According to Linda C. Gugin, co-author of “Sherman Minton: New Deal Senator, Cold War Justice,” Minton’s position in Brown “was very consistent with his progressive views on civil rights.”

Minton expressed discomfort with racial discrimination in his highly regarded 1953 opinion in Barrows v. Jackson. The case involved a covenant in a deed, which barred the sale of a residence to a non-white.

As stated by Minton: “The question we now have is: can such a restrictive covenant be enforced at law by a suit for damages against a co-covenanter who allegedly broke the covenant?” Minton’s answer was a resounding “no.”

In the Brown case a year later, Minton played a key role in encouraging a unanimous court. He later called it “the most important decision of the century because of its impact on our whole way of life.”

Born in Georgetown in 1890, Minton attended New Albany High School and earned a law degree from Indiana University in 1915. He was elected as a Democrat to the U.S. Senate, serving from 1934 to 1941, and was a strong supporter of President Roosevelt, including Roosevelt’s plan to pack the Supreme Court by adding justices who would support New Deal legislation. Minton lost his bid for re-election.

His friend and former Senate colleague Harry Truman appointed him to the Supreme Court in 1949, where he served until 1956 when he retired due to steadily worsening anemia. He returned to New Albany, served occasionally as a judge on lower federal courts and gave speeches and college lectures.

Minton died in 1965. He was the last member of Congress to be appointed to the Supreme Court.

He was considered to be in the conservative wing of the court, arguing for judicial restraint and opposing “legislating from the bench.” Some commentators felt he became more conservative than he had been when he was an enthusiastic New Deal supporter.

Gugin believes that he was consistent in his populist view that the court should not usurp the will of the people as expressed by elected representatives.

Minton is often referred to as Indiana’s only Supreme Court Justice, but that is not the case. Willis Van Devanter, who served on the court from 1911 until 1937, was born and raised in Marion.
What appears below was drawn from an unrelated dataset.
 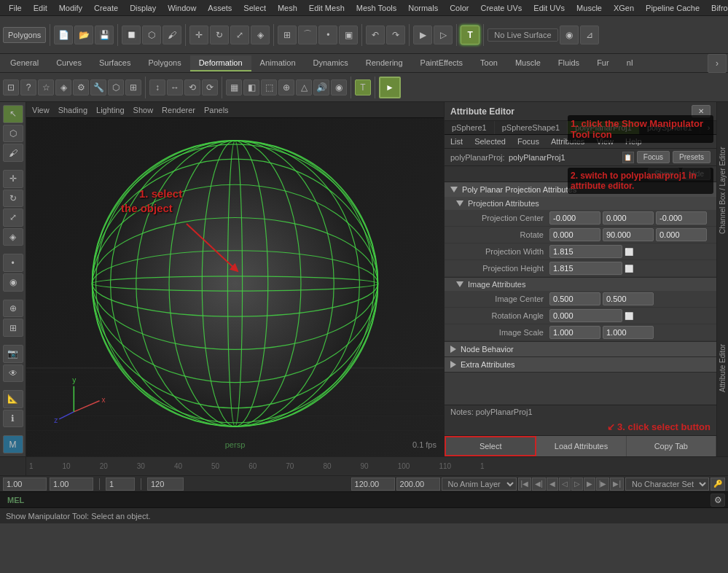 What do you see at coordinates (192, 87) in the screenshot?
I see `tb2-btn11: ⟲` at bounding box center [192, 87].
In Minton’s memory, an elegant bust by Robert Merrell Gage is displayed in the Statehouse rotunda. The Sherman Minton Bridge spans the Ohio River between Indiana and Kentucky, and the Minton-Capehart building houses federal offices in downtown Indianapolis. A plaque marks the house where he was born in Georgetown.

Andrea Neal is an adjunct scholar with the Indiana Policy Review Foundation. Send comments to [email protected].